Tate Modern museum — where’s the “precautionary principle”?
Read an article about precaution and risk — in the Arts section of The New York Times today. Seems that the Tate Modern museum in London has a new artistic installation: Doris Salcedo’s “Shibboleth.” According to the Tate, the work concerns “the divisions between creed, color, class and culture that maintain our social order, precariously balanced as it is on the precipice of a chaotic void of hatred.”
And what is this artwork? It’s a 500-long irregularly shaped fissure in the floor of the gallery. It ranges from about one foot at its widest and is as deep as three feet. Turns out that about 13 people have been injured by falling over or into the crevasse.
One attendee who tripped over the exhibit and hurt herself didn’t really like the idea of the crack in the floor.
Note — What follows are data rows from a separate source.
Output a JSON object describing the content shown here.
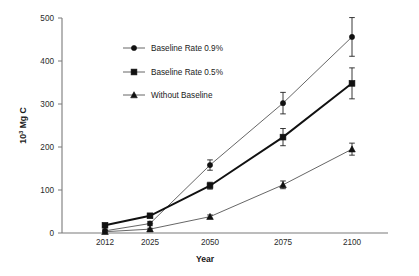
{
  "chart_data": {
    "type": "line",
    "title": "",
    "subtitle": "",
    "xlabel": "Year",
    "ylabel": "10³ Mg C",
    "ylabel_base": "10",
    "ylabel_sup": "3",
    "ylabel_rest": " Mg C",
    "categories": [
      "2012",
      "2025",
      "2050",
      "2075",
      "2100"
    ],
    "x": [
      2012,
      2025,
      2050,
      2075,
      2100
    ],
    "ylim": [
      0,
      500
    ],
    "yticks": [
      0,
      100,
      200,
      300,
      400,
      500
    ],
    "ytick_labels": [
      "0",
      "100",
      "200",
      "300",
      "400",
      "500"
    ],
    "xtick_labels": [
      "2012",
      "2025",
      "2050",
      "2075",
      "2100"
    ],
    "grid": false,
    "legend_position": "upper-left-inside",
    "series": [
      {
        "name": "Baseline Rate 0.9%",
        "marker": "circle",
        "line_weight": "thin",
        "values": [
          5,
          22,
          158,
          302,
          456
        ],
        "errors": [
          2,
          5,
          12,
          25,
          45
        ]
      },
      {
        "name": "Baseline Rate 0.5%",
        "marker": "square",
        "line_weight": "thick",
        "values": [
          18,
          40,
          110,
          223,
          348
        ],
        "errors": [
          3,
          4,
          8,
          20,
          36
        ]
      },
      {
        "name": "Without Baseline",
        "marker": "triangle",
        "line_weight": "thin",
        "values": [
          3,
          9,
          38,
          112,
          195
        ],
        "errors": [
          1,
          2,
          4,
          9,
          14
        ]
      }
    ],
    "legend": [
      "Baseline Rate 0.9%",
      "Baseline Rate 0.5%",
      "Without Baseline"
    ],
    "colors": {
      "line_thin": "#555555",
      "line_thick": "#111111",
      "marker": "#111111",
      "axis": "#7a7a7a",
      "text": "#1a1a1a",
      "background": "#ffffff"
    }
  }
}
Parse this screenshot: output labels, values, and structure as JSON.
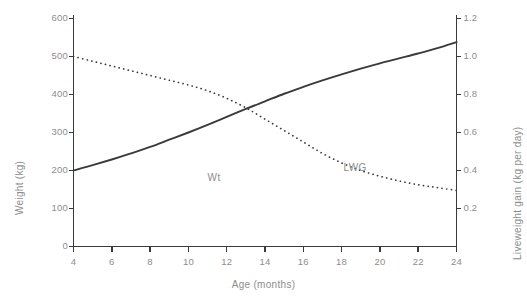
{
  "chart_data": {
    "type": "line",
    "title": "",
    "xlabel": "Age (months)",
    "ylabel": "Weight (kg)",
    "y2label": "Liveweight gain (kg per day)",
    "xlim": [
      4,
      24
    ],
    "ylim": [
      0,
      600
    ],
    "y2lim": [
      0,
      1.2
    ],
    "grid": false,
    "legend_position": "inline-annotations",
    "xticks": [
      "4",
      "6",
      "8",
      "10",
      "12",
      "14",
      "16",
      "18",
      "20",
      "22",
      "24"
    ],
    "xtick_values": [
      4,
      6,
      8,
      10,
      12,
      14,
      16,
      18,
      20,
      22,
      24
    ],
    "yticks": [
      "0",
      "100",
      "200",
      "300",
      "400",
      "500",
      "600"
    ],
    "ytick_values": [
      0,
      100,
      200,
      300,
      400,
      500,
      600
    ],
    "y2ticks": [
      "0.2",
      "0.4",
      "0.6",
      "0.8",
      "1.0",
      "1.2"
    ],
    "y2tick_values": [
      0.2,
      0.4,
      0.6,
      0.8,
      1.0,
      1.2
    ],
    "series": [
      {
        "name": "Wt",
        "label": "Wt",
        "axis": "left",
        "style": "solid",
        "color": "#3a3a3a",
        "x": [
          4,
          5,
          6,
          7,
          8,
          9,
          10,
          11,
          12,
          13,
          14,
          15,
          16,
          17,
          18,
          19,
          20,
          21,
          22,
          23,
          24
        ],
        "values": [
          200,
          214,
          229,
          245,
          262,
          281,
          300,
          320,
          341,
          362,
          382,
          402,
          420,
          437,
          453,
          468,
          482,
          495,
          508,
          522,
          538
        ]
      },
      {
        "name": "LWG",
        "label": "LWG",
        "axis": "right",
        "style": "dotted",
        "color": "#3a3a3a",
        "x": [
          4,
          5,
          6,
          7,
          8,
          9,
          10,
          11,
          12,
          13,
          14,
          15,
          16,
          17,
          18,
          19,
          20,
          21,
          22,
          23,
          24
        ],
        "values": [
          1.0,
          0.975,
          0.95,
          0.925,
          0.9,
          0.875,
          0.85,
          0.82,
          0.78,
          0.73,
          0.67,
          0.61,
          0.55,
          0.49,
          0.44,
          0.4,
          0.37,
          0.345,
          0.325,
          0.31,
          0.295
        ]
      }
    ],
    "annotations": [
      {
        "text": "Wt",
        "x": 11.0,
        "y_left": 178
      },
      {
        "text": "LWG",
        "x": 18.1,
        "y_left": 205
      }
    ]
  },
  "colors": {
    "axis": "#3a3a3a",
    "text": "#8d8d8d",
    "background": "#ffffff"
  }
}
“I don’t think it should be there at all.” she said. “It’s not America,” she added pointedly, “so I won’t sue.”
But what I really liked about the article was a quote from an attendee who was delighted by the exhibit.
Mr. Lord, 54, the visitor who was not sure what the piece meant, pronounced himself thrilled that it allowed for the possibility of injury, however remote.
“I applaud it,” said Mr. Lord, a film animator. “In England the words ‘health and safety’ have become a catchphrase, a standing joke of things you can’t do.”